Emerging Trends and Applications in Information Communication Technologies (pp. 373-384). Springer Berlin Heidelberg.
[37] Xiong, W., Ong, S. H., Kang, C., Lim, J. H., Liu, J., Racoceanu, D., & Foong, K. (2009, October). Cell clumping quantification and automatic area classification in peripheral blood smear images. In Biomedical Engineering and Informatics, 2009. BMEI'09. 2nd International Conference on (pp. 1-5). IEEE. [38] Vromen, J., & McCane, B. (2009, November). Red blood cell
segmentation from SEM images. In 2009 24th International Conference Image and Vision Computing New Zealand. IEEE (pp. 44-49).
[39] Wang, R., & McCane, B. (2008, December). Red Blood Cell Classification through Depth Map and Surface Feature.
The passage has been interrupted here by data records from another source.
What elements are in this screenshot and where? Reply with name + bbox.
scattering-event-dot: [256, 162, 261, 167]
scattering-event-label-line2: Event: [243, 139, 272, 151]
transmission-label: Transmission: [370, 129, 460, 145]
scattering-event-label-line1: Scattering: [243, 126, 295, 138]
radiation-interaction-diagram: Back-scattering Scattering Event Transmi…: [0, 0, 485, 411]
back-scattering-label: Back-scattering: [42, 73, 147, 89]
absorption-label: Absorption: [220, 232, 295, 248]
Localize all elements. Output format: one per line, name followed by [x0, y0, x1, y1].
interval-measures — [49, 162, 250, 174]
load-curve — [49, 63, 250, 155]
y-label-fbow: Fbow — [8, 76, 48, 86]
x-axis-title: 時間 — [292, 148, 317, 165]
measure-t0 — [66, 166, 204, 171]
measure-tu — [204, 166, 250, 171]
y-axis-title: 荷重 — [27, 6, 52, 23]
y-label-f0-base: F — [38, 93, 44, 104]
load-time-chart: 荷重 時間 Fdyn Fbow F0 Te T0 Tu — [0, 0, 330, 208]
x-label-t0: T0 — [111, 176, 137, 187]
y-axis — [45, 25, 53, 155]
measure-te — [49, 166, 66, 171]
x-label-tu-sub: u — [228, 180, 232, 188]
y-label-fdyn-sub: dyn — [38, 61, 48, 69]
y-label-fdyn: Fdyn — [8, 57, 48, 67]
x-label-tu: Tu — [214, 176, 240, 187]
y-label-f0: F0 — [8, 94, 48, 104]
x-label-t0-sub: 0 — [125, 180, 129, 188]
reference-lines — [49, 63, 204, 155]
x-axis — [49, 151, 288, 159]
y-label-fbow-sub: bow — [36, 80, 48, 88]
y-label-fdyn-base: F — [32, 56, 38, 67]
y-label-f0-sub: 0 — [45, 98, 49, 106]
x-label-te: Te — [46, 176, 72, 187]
In Computer Science and Computational Technology, 2008. ISCSCT'08. International Symposium on (Vol. 2, pp. 339-342). IEEE.
[40] Wei, X., Cao, Y., Fu, G., & Wang, Y. (2015). A counting method for complex overlapping erythrocytes-based microscopic imaging. Journal of Innovative Optical Health Sciences, 8(06), 1550033.
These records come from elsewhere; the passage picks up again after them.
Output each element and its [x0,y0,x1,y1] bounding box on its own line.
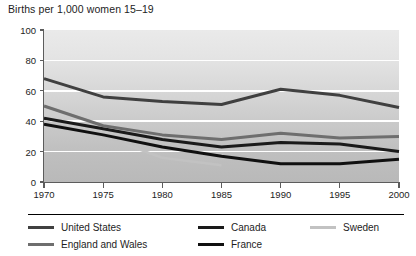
chart-figure: Births per 1,000 women 15–19 02040608010… [0,0,416,256]
y-tick-label: 40 [0,116,36,127]
legend-label: Canada [231,222,266,233]
y-tick-label: 80 [0,55,36,66]
y-tick-label: 100 [0,25,36,36]
legend-row: England and Wales France [28,236,412,253]
x-tick-mark [280,183,281,188]
chart-title: Births per 1,000 women 15–19 [8,3,154,15]
y-tick-label: 20 [0,146,36,157]
y-tick-label: 0 [0,177,36,188]
x-tick-label: 1975 [80,189,126,200]
x-tick-mark [162,183,163,188]
plot-area [44,30,399,182]
series-lines [44,30,399,182]
series-line [44,79,399,108]
x-tick-mark [339,183,340,188]
x-tick-label: 1980 [139,189,185,200]
chart-legend: United States Canada Sweden England and … [28,219,412,253]
x-tick-label: 1970 [21,189,67,200]
legend-item-england-and-wales: England and Wales [28,239,198,250]
x-tick-mark [398,183,399,188]
x-tick-mark [103,183,104,188]
x-tick-label: 1990 [258,189,304,200]
x-tick-label: 1985 [199,189,245,200]
y-tick-mark [40,60,44,61]
legend-label: United States [61,222,121,233]
y-tick-mark [40,29,44,30]
legend-swatch-icon [198,243,224,246]
legend-swatch-icon [28,226,54,229]
y-tick-mark [40,90,44,91]
y-tick-label: 60 [0,85,36,96]
legend-item-united-states: United States [28,222,198,233]
y-axis [43,29,44,183]
legend-label: Sweden [343,222,379,233]
x-tick-label: 2000 [376,189,416,200]
y-tick-mark [40,151,44,152]
legend-label: France [231,239,262,250]
legend-item-canada: Canada [198,222,310,233]
legend-divider [28,214,404,215]
legend-swatch-icon [28,243,54,246]
legend-item-france: France [198,239,310,250]
legend-item-sweden: Sweden [310,222,410,233]
y-tick-mark [40,121,44,122]
x-tick-mark [221,183,222,188]
x-tick-mark [43,183,44,188]
legend-label: England and Wales [61,239,147,250]
legend-swatch-icon [198,226,224,229]
legend-row: United States Canada Sweden [28,219,412,236]
legend-swatch-icon [310,226,336,229]
x-tick-label: 1995 [317,189,363,200]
[41] Nasution, A. M. T., & Suryaningtyas, E. K. (2008, December). Comparison of red blood cells counting using two algorithms: Connected component labeling and backprojection of artificial neural network. In PhotonicsGlobal@ Singapore, 2008. IPGC 2008. IEEE (pp. 1-4). IEEE.
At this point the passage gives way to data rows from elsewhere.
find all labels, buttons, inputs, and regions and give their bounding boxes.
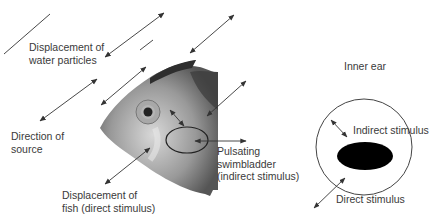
label-direct-stimulus: Direct stimulus: [336, 193, 405, 206]
label-fish-displacement: Displacement of fish (direct stimulus): [62, 189, 155, 214]
indirect-stimulus-arrow: [331, 120, 347, 137]
diagram-canvas: [0, 0, 434, 221]
label-line: source: [11, 143, 64, 156]
label-line: Direction of: [11, 130, 64, 143]
label-inner-ear: Inner ear: [344, 60, 386, 73]
label-swimbladder: Pulsating swimbladder (indirect stimulus…: [217, 145, 299, 183]
label-line: Displacement of: [29, 41, 104, 54]
label-line: Pulsating: [217, 145, 299, 158]
label-line: swimbladder: [217, 158, 299, 171]
water-particle-arrow: [105, 13, 164, 57]
label-line: water particles: [29, 54, 104, 67]
fish-image: [100, 60, 218, 196]
label-line: (indirect stimulus): [217, 170, 299, 183]
label-direction-source: Direction of source: [11, 130, 64, 155]
inner-ear-diagram: [314, 99, 412, 208]
label-indirect-stimulus: Indirect stimulus: [353, 124, 429, 137]
otolith: [337, 142, 393, 170]
water-particle-line: [140, 40, 153, 50]
label-line: Displacement of: [62, 189, 155, 202]
label-water-displacement: Displacement of water particles: [29, 41, 104, 66]
label-line: fish (direct stimulus): [62, 202, 155, 215]
water-particle-arrow: [40, 79, 97, 121]
water-particle-arrow: [190, 15, 234, 53]
fish-displacement-arrow: [105, 148, 150, 184]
[42] Nasution, A. M. T., & Suryaningtyas, E. K. (2008, December). Comparison of red blood cells counting using two algorithms: Connected component labeling and backprojection of artificial neural network. In PhotonicsGlobal@ Singapore, 2008. IPGC 2008. IEEE (pp. 1-4). IEEE.
[43] Jha, K. K., Das, B. K., & Dutta, H. S. (2014, March). Detection of abnormal blood cells on the basis of nucleus shape and counting of WBC. In Green Computing Communication and Electrical Engineering (ICGCCEE), 2014 International Conference on (pp. 1-5). IEEE.
[45] Sun, H. Q., & Luo, Y. J. (2009). Adaptive watershed segmentation of binary particle image. Journal of microscopy, 233(2), 326-330.
[46] Nasution, A. M. T., & Suryaningtyas, E. K. (2008, December). Comparison of red blood cells counting using two algorithms: Connected component labeling and backprojection of artificial neural network. In PhotonicsGlobal@ Singapore, 2008. IPGC 2008. IEEE (pp. 1-4). IEEE.
[47] Maitra, M., Gupta, R. K., & Mukherjee, M. (2012). Detection and counting of red blood cells in blood cell images using Hough transform. International journal of computer applications, 53(16).
[48] Vromen, J., & McCane, B. (2009, November). Red blood cell segmentation from SEM images. In 2009 24th International Conference Image and Vision Computing New Zealand. IEEE (pp. 44-49).
[49] Khan, H. A., & Maruf, G. M. (2013, May). Counting clustered cells using distance mapping. In Informatics, Electronics & Vision (ICIEV), 2013 International Conference on (pp. 1-6). IEEE.
[50] Nguyen, N. T., Duong, A. D., & Vu, H. Q. (2010, October). A new method for splitting clumped cells in red blood images. In Knowledge and Systems Engineering (KSE), 2010 Second International Conference on (pp. 3-8). IEEE. [51] Rahmani, M. K. I., Pal, N., & Arora, K. (2014). Clustering of Image Data
Using K-Means and Fuzzy K-Means. International Journal of Advanced Computer
Science and Applications, 5(7), 160-163.
[52] Bradley, P. S., & Fayyad, U. M. (1998, July). Refining Initial Points for K-Means Clustering. In ICML (Vol. 98, pp. 91-99).